Oddly, the late 60's were not chock full of hot female solo singers; only Mary Hopkin, Nancy Sinatra, Mary Ann Faithful, and Michelle Phillips come quickly to mind. The most marketable female singer was Mary Weiss of the Shangri-las, who should have been aggressively pushed into a solo career for not just her voice but her tough-girl hotness. In retrospect this is probably the biggest promotional failure of era, imagine what a producer could do with her look if she was coming on the scene today.
There was a country singer named Jeannie C. Riley with a lot of sizzle. Jeanie should not be confused with Petticoat Junction's Billie Jo Bradley, who was played by "Jeannine" Riley - easily one of the decade's top ten television babes.
Billie Jo
Harper Valley P.T.A. was a huge crossover hit late in the decade and the other Riley was able to parlay it into a decent country music career. It came out about the same time as "A Boy Named Sue", both were less songs than stories set to music and they got a lot of AM radio play. Jeannie C. had a look that was somehow both delicate and hard, with perhaps a hint of hillbilly inbreeding. The contradictions worked very nicely and I'm sure that the photos on the jackets sold a lot of records. One of her albums even had a gatefold cover which opened up into a 36-inch poster of her in miniskirt and boots - Mama Cass was not a candidate for that kind of marketing.
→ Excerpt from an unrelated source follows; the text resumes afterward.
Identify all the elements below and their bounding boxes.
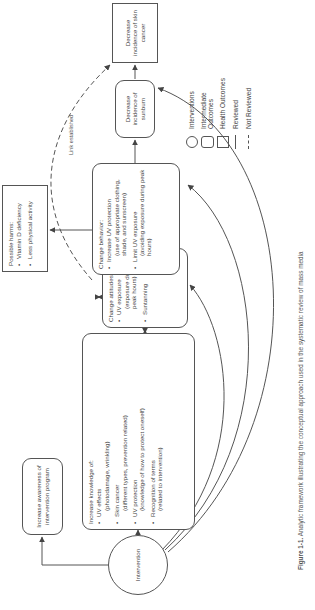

No I wouldn't put you on because it really did,
it happened just this way
The day my Mama socked it to the Harper Valley P.T.A.
Cultural historians will tell you that these lyrics reveal that the song was written and recorded sometime after the term "sock it to me" was popularized by "Rowen & Martin's Laugh-In" television series, which premiered in January 1968.
It is not a face that would age well, but it bordered on irresistible at the time of this particular photo.